In Moscow, boundaries between the centre and its periphery are inescapable. The capital’s several concentric transport rings make it unnervingly easy to locate its centre on a map, like hitting the bullseye on the city’s target board.
It is generally assumed that the centre of Moscow’s cultural production is also located at its geographical centre. Since the majority of Moscow’s population lives, so to speak, beyond the centre, this suggests a disconcerting rift between Muscovites and Muscovite art.
Initiated in early 2018 and planned to continue well into 2020, ‘Beyond the Centre’ hopes to bridge such rifts – to open up a cultural dialogue between the centre and the periphery, between art and the everyday.
The project is run by the Austrian Cultural Forum in Moscow, in partnership with a number of domestic and international organisations, notably the Aksenov Family Foundation and the V-A-C Foundation, as well as the Vienna Museum, which focuses on the Austrian capital’s history.

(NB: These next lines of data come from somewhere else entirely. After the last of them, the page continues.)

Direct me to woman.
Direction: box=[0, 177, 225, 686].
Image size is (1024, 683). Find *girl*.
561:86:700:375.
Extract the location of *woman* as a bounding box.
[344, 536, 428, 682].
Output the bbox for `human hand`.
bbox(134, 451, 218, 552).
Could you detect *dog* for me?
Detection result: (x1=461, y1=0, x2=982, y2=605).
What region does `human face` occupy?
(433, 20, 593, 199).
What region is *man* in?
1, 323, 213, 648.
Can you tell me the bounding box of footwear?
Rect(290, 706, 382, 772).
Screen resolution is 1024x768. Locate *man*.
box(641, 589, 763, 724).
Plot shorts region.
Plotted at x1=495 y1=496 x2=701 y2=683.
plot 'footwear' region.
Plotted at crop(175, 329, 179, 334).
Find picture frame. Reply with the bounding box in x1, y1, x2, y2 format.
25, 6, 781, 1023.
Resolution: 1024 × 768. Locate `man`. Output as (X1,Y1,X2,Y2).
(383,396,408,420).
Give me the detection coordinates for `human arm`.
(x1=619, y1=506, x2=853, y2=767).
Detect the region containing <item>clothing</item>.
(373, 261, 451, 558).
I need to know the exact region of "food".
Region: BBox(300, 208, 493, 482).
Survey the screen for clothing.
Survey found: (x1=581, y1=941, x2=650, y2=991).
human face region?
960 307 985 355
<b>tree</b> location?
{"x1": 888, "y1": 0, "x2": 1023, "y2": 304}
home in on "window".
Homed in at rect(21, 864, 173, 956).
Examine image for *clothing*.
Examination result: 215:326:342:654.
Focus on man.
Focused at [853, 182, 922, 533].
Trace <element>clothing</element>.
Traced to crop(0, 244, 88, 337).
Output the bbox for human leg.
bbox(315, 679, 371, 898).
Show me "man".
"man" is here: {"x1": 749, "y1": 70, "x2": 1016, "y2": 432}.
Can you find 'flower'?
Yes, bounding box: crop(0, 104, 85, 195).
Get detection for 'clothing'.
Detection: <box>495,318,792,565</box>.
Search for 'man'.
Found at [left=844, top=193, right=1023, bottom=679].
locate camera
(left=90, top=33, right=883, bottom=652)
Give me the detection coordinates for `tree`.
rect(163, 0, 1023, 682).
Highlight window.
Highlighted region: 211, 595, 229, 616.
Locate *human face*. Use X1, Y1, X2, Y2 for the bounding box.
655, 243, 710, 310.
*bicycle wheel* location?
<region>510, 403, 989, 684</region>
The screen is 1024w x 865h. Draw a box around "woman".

Simon Mraz, director of the Austrian Cultural Forum in Moscow, notes that as a result of recent renovation, the centre of Moscow, much like the centre of Vienna, has come to feel, more or less, “like most big cities”, with “nice bakeries, and very nice parks”.
In order to find the city’s essence, Mraz suggests that we need to “search outside somewhere”. With ‘Beyond the Centre’, he has provided the opportunity to do just that.
From a solo exhibition of artist Pasmur Rachuiko (born 1986) at Moscow’s Gogol Centre, to an artists’ residency in a new housing development in the suburb of Novo-Molokovo, ‘Beyond the Centre’ hosted a varied and original programme during its two-week opening in October.
The series of events began with ‘In Situ’, a group exhibition at the “Fabrika” Centre for Creative Industries. In the middle of that space, a former Soviet paper factory, was a table covered with a map of Moscow, on which all the artists’ studios in the city were marked. It was an attempt to question the role of that kind of studio in today’s society.
Ranging widely both in subject and form, the pieces in the exhibition all probed the complex relationship between artist and space, whether through documenting an artist’s residency in a shopping centre, or reimagining the textiles used to cover façade renovations. While the exhibition itself took place relatively close to the centre of Moscow, the works exhibited almost all focused on its periphery.
If the aim of ‘In Situ’ was to bring the periphery to the centre, ‘Odnushka’, an artist’s residency and sculpture project based in the new housing development of Novo-Molokovo, aims to bring the centre to the periphery. ‘Odnushka’, – which means “one-bedroom flat” in Russian – functions both as a gallery space as well as accommodation for visiting artists. Since its inception this summer, ‘Odnushka’ has been host to a series of artists, all of whom have created pieces inspired by the time they spent and the people they met in Novo-Molokovo during the course of their residency.
‘Odnushka’ is perhaps the most ambitious subset of ‘Beyond the Centre’, and the one which best captures the project’s spirit. According to the programme’s curator, Elena Ischenko, the decision to convert the housing project’s sales office into an artist’s residency was “no coincidence”. The sales office, she says, “was probably visited by all the residents of Novo-Molokovo. Now they will visit this space again, but for a different reason!”
Giving everyday spaces a new purpose by bringing art into them is perhaps the most magical element of this exciting initiative, the effect of which will be felt long after the last piece is taken down from the wall.